1984
Trumpeter Swans
September 1984


“Trumpeter Swans,” Friend, Aug.–Sept. 1984, 19

Exploring:

Trumpeter Swans

Dark shadows stretched across the still lake as the trumpeter swans floated across the reflection of Mt. McKinley. Some of the big white birds’ tails tipped up as they searched beneath the water for the tender parts of aquatic plants to eat. Other swans slept with their heads tucked against their wings. Those swans still awake combed their sleek feathers with long black bills.

Occasionally a loud brassy call echoed through the quiet evening. The thick birch trees of the Alaskan forest were beginning to turn yellow as autumn approached. The swans were gathering together for the southward migration.

Crouching in the bushes on the shore, Mary Anne, my four-year-old daughter, and I studied the big graceful birds. Most were gleaming white, but five were a dusty gray color that marked them as cygnets, swans less than a year old. These five all belonged to one pair of adult swans. Most other kinds of birds we had seen raised many more babies than this, so we wondered why only one pair of swans out of the whole flock succeeded in raising a family.

Trumpeter swans are still considered an endangered species, although their near relatives, the whistling swans, are found in considerably greater numbers. When white men first came to North America, trumpeter swans were common in all of the north, west, and central parts of the continent. As men moved into the swans’ territory, they killed the birds for their fine white feathers, which were used to adorn ladies’ hats, and for their soft swanskins.

By the 1930s there were fewer than a hundred trumpeter swans. In 1935 the first refuge designed to save the swans was established at Red Rock Lakes in Montana. Of all the efforts made to save a critically endangered species, the Red Rock Lakes Refuge has been one of the most successful. The number of trumpeter swans is now increasing, and hundreds of these elegant birds have moved back into their old territory.

Swans mate between the ages of four and six, and they remain with their partners for life. Both the pen (female) and the cob (male) help raise the cygnets. Scientists have found that swans will not nest and try to raise a family unless they have a medium-size lake, or at least several hundred acres of a larger lake, mostly to themselves. Those that do find a suitable unoccupied area build large nests of grass on a lump of earth or on a muskrat house surrounded by water. The pen lays three to nine eggs in the nest.

As many as half the eggs may fail to hatch after the thirty-three-day incubation period. Biologists feel that many eggs are infertile. However, from watching swans at our home in south-central Alaska, we learned that sometimes heavy rains or new beaver dams raise the water level until the nests flood and the eggs get too cold to hatch.

We also noted that one particular pair of swans was away from their nest for up to thirty-six hours. Before they left, they covered their nest with a mat of grass about four inches thick to help keep the eggs warm. But the eggs were still unprotected against predators and rain. Perhaps these swans were just young and inexperienced, but their eggs never hatched.

The swans that nested near our home were curious about our activities, and they showed little fear of my daughter and me. They came quite close when we imitated their calls, and they often followed us when we walked along the shore. Even Mary Anne’s squeaky version of a swan’s trumpeting drew quick replies from the great white birds.

One spring many freshwater mussels that had been killed by an unusually cold winter were floating in our lake. The swans ate the mussels, although they are not generally thought of as meat eaters, along with their usual fare of plants such as sedge grass and water milfoil.

One day we watched a swan sneak up on its neighbor, which was tipped up feeding, and bite it on the rump. The bitten swan came up squawking and flapping and chased the jokester away. All was peaceful until another bird nipped a neighbor and the lake was again filled with splashing and loud squawks.

Each mated pair stayed close together even when feeding in the flock. They would sometimes face each other, rear back on their tail feathers, and beat the water with their wings. Then they would settle back down and bob their heads in unison, looking like mirror reflections of each other. This was a typical courting display between swans preparing to mate, but we saw them doing this in the fall, too, when courting season was long over. Only mated pairs seemed to behave toward each other in this fashion.

Members of different flocks did not mix, and any outsider that tried to socialize was chased back to its own group. The pair of swans with the five cygnets even kept a little distance from their own flock in order to guard their young—although the gray cygnets were now the size of adults. Two single swans stayed nearby and chased intruders even more vigorously than the parents themselves.

We have much to learn about swans before we can fully understand how they live, why they have such poor success reproducing, and what we can do to help them. Certainly two of the most important problems facing waterfowl are the destruction of marshlands by the damming of rivers and the draining of swamps and the pollution of waterways.

The trumpeter swan has made an outstanding recovery from near-extinction, but much more needs to be done before these great birds can be considered truly safe.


[Assignment] Could you copy the records below exactly, leaving out any pictures they include?

[Data provided]
= = = = =
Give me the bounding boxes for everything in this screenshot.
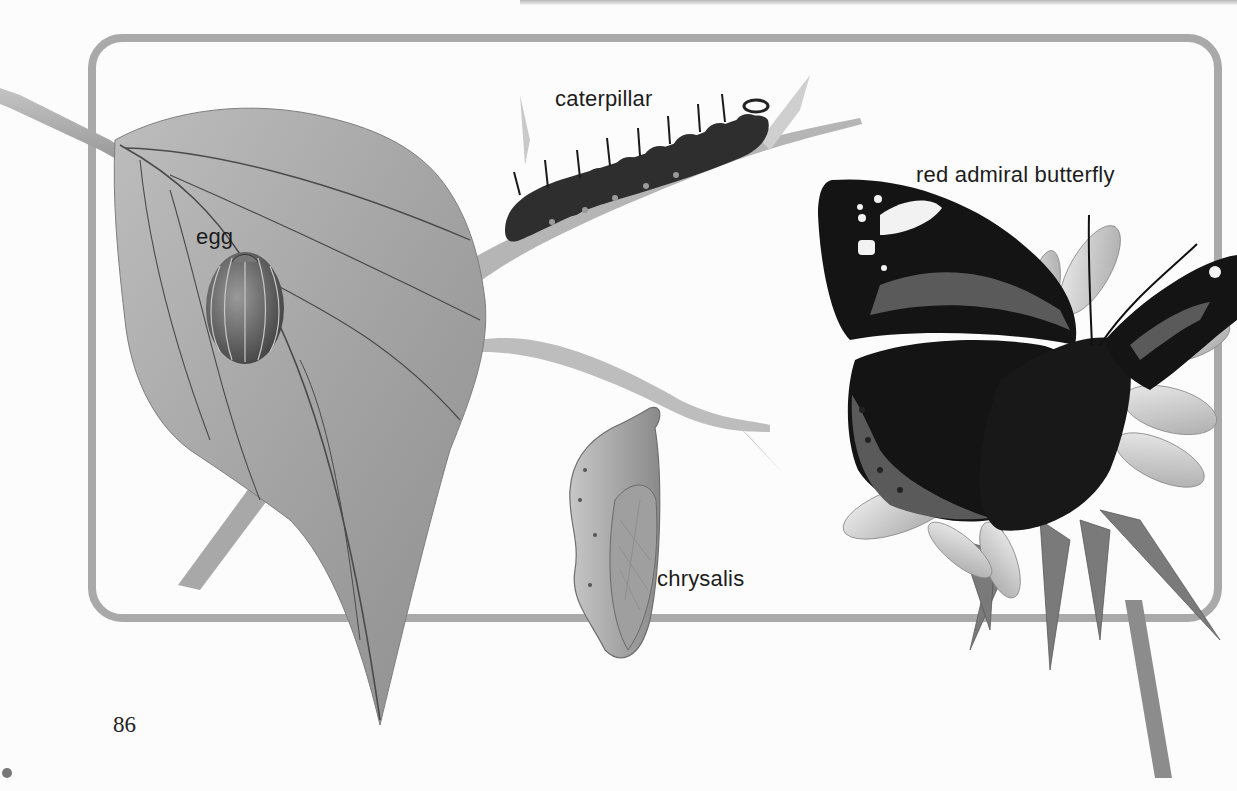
- chrysalis-icon: [570, 407, 660, 657]
- caterpillar-label: caterpillar: [555, 88, 653, 110]
- caterpillar-icon: [505, 94, 769, 242]
- egg-icon: [206, 252, 284, 364]
- book-page: egg caterpillar red admiral butterfly ch…: [0, 0, 1237, 791]
- life-cycle-illustration: [0, 0, 1237, 791]
- egg-label: egg: [196, 226, 233, 248]
- butterfly-label: red admiral butterfly: [916, 164, 1115, 186]
- leaf-icon: [114, 108, 486, 725]
- binding-mark: [2, 768, 12, 778]
- page-number: 86: [113, 712, 136, 738]
- chrysalis-label: chrysalis: [657, 568, 744, 590]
= = = = =
[Finished task]
Give me the bounding boxes for everything in this screenshot.
- chrysalis-icon: [570, 407, 660, 657]
- caterpillar-label: caterpillar: [555, 88, 653, 110]
- caterpillar-icon: [505, 94, 769, 242]
- egg-icon: [206, 252, 284, 364]
- book-page: egg caterpillar red admiral butterfly ch…: [0, 0, 1237, 791]
- life-cycle-illustration: [0, 0, 1237, 791]
- egg-label: egg: [196, 226, 233, 248]
- butterfly-label: red admiral butterfly: [916, 164, 1115, 186]
- leaf-icon: [114, 108, 486, 725]
- binding-mark: [2, 768, 12, 778]
- page-number: 86: [113, 712, 136, 738]
- chrysalis-label: chrysalis: [657, 568, 744, 590]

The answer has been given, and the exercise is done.